Sightings Elsewhere in the Region
From November 11, 1992 (update #15)
CIRCLEVILLE, Ohio - Zebra mussels have been found for the first time in an inland Ohio reservoir, according to Ohio State University biologist Dave Culver. The reservoir, Hargus Lake, is an impoundment of Hargus Creek in Marion Lake State Park, more than 100 miles (160 kilometers) south of Lake Erie. The lake drains into the Scioto River, a tributary of the Ohio River. OSU students first observed the zebra mussels attached to aquatic vascular plants while conducting other investigations in the lake during late July and early August. Two subsequent scuba investigations of the lake confirmed the presence of a sizeable population of zebra mussels, Culver said. He noted that the lake has little available rocky substrate, and the mussels were found attached to submerged wood and vegetation. Hargus Lake is popular for its largemouth bass fishery, Culver said.
MARQUETTE, Mich. - The first confirmed sighting of a zebra mussel along the southern shoreline of Lake Superior occurred in mid-October at Wisconsin Electric Power Company's Presque Isle Power Plant. A single tiny mussel (about 1 mm long) was found on a substrate sampler that had continuously been in the water since mid-May, according to WEPCO Senior Results Technician John Babinec.
EAST LANSING, Mich. - No new inland sightings of zebra mussels were reported in the state of Michigan this summer, according to a distribution map prepared by Michaela Zint of the Michigan Sea Grant Zebra Mussel Information Office.
ZION, Ill. - Only low numbers of newly settled juveniles were observed on artificial substrates placed in southern Lake Michigan this summer by Illinois Natural History Survey personnel. Since veliger densities ranged from medium to very high (5,000 to 50,000 per cubic meter) from mid-June through the end of September, this indicates poor recruitment of larval mussels into the adult population.
ID: 19921111-3.
The Zebra Mussel Update was a 4- to 8-page quarterly national newsletter published by the University of Wisconsin Sea Grant Institute from May 1990 through May 1997. The ZMU documented the spread of the zebra mussel -- an exotic nuisance mussel -- through North America's freshwater environments, especially the Great Lakes, and on efforts to control it.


- _What to produce_: From the line containing "At what (x,y)" to the final line of the entries, copy each line exactly. Pictures stay out.

***

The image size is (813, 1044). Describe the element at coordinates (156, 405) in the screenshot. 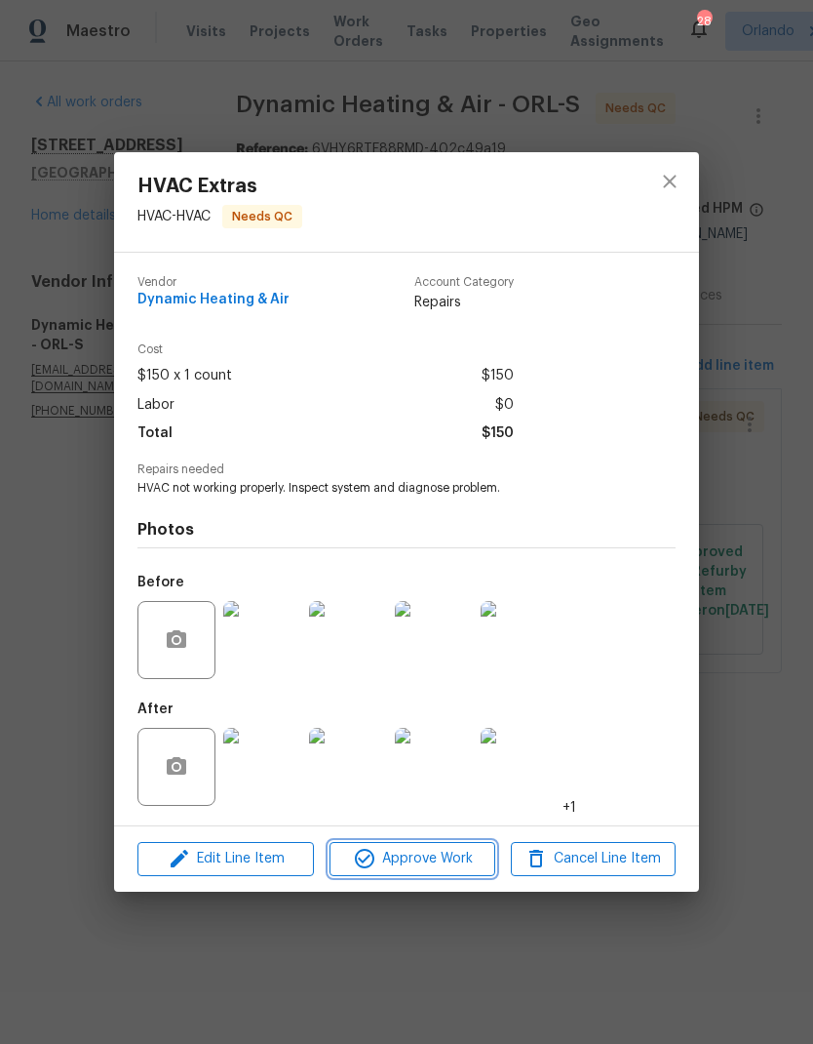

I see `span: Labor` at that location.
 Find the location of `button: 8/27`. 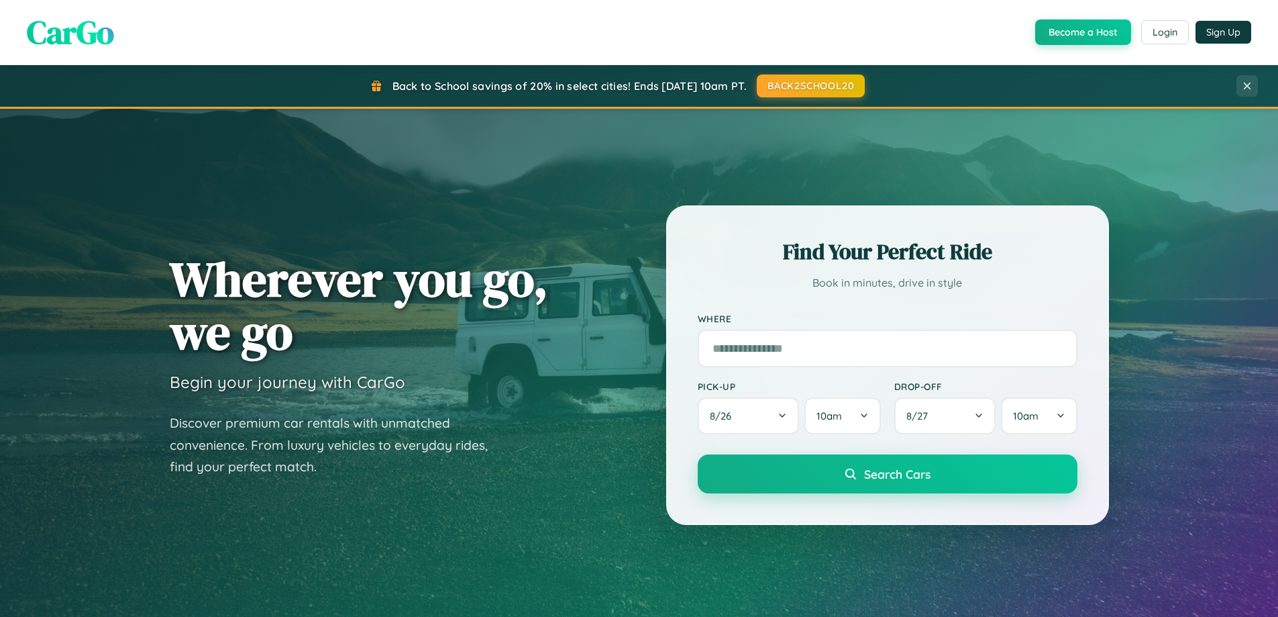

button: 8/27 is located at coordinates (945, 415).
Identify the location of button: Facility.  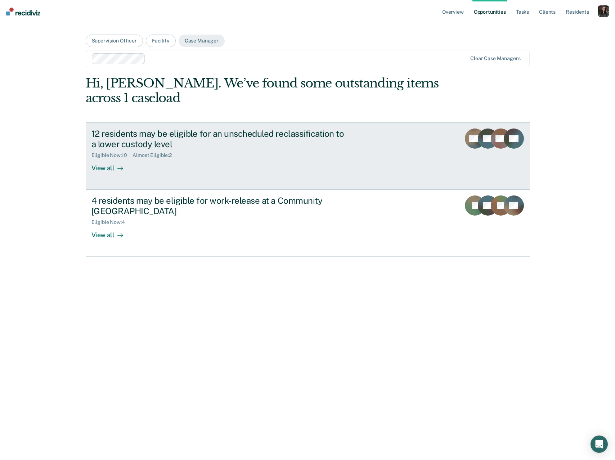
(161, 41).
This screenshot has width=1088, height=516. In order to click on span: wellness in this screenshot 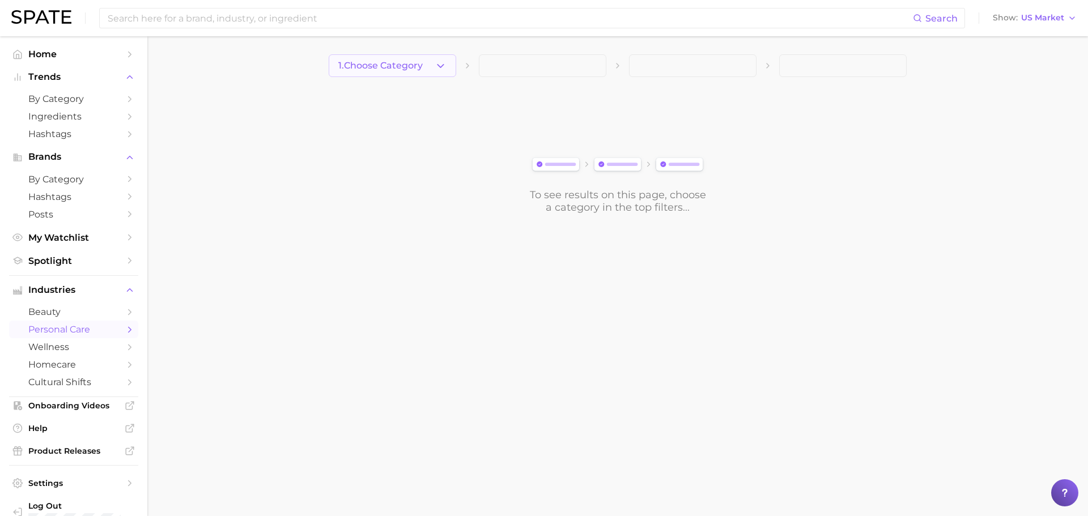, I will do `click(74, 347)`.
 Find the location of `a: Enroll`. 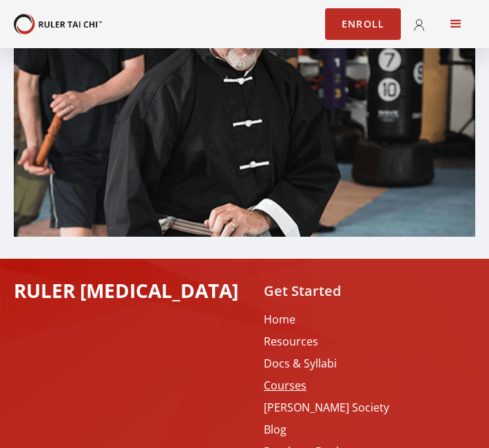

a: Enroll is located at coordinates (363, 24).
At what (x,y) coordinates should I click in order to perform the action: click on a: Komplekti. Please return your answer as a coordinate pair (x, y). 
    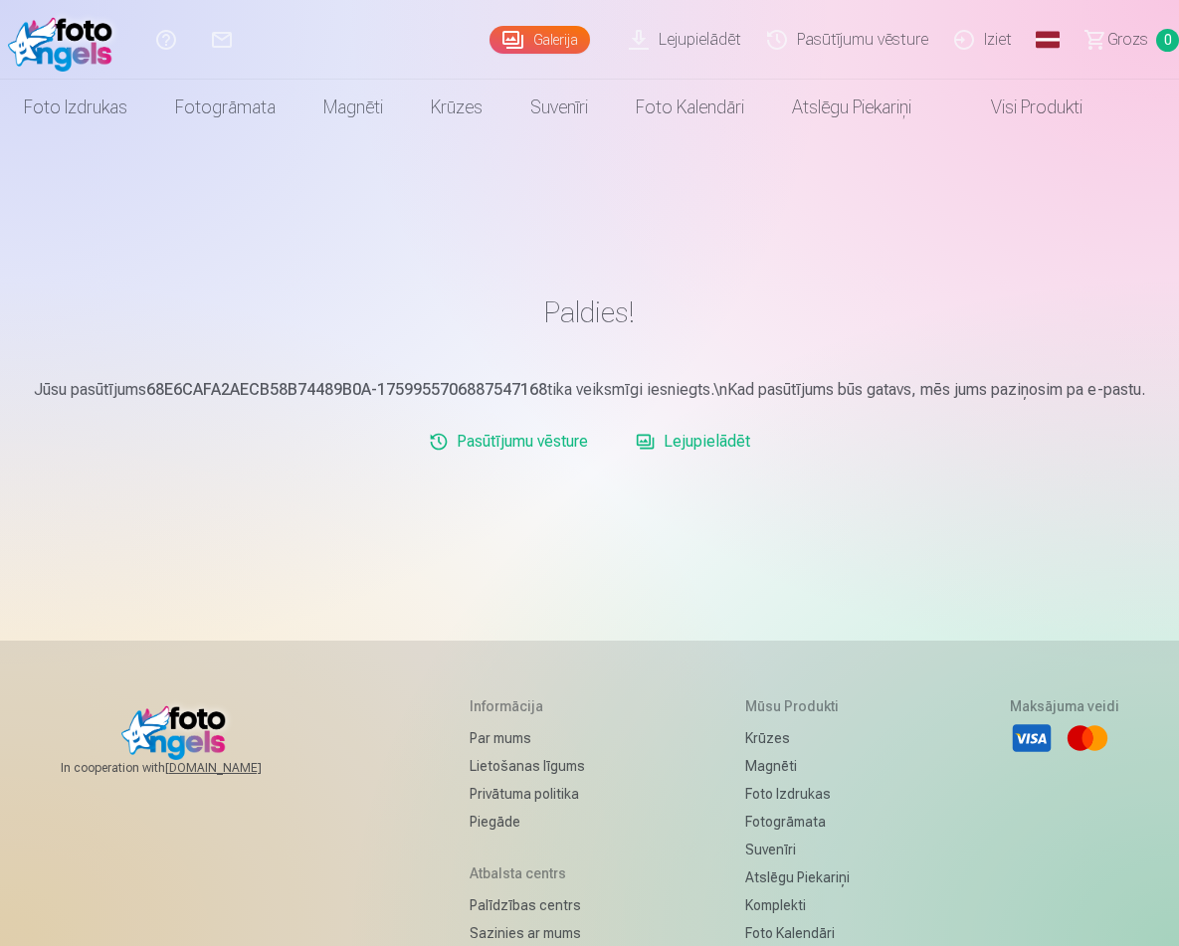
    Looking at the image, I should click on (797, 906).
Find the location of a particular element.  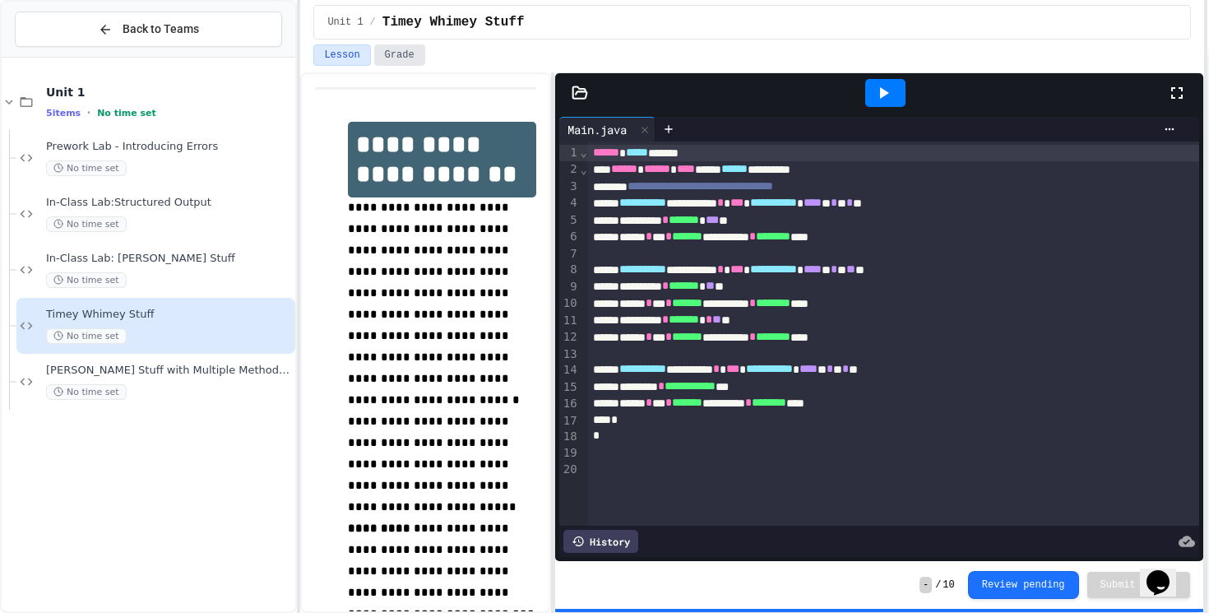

***

- _Response_:
At what (x,y) coordinates should I click in order to perform the action: click on a: Komplekti. Please return your answer as a coordinate pair (x, y). 
    Looking at the image, I should click on (797, 906).
Find the location of a particular element.  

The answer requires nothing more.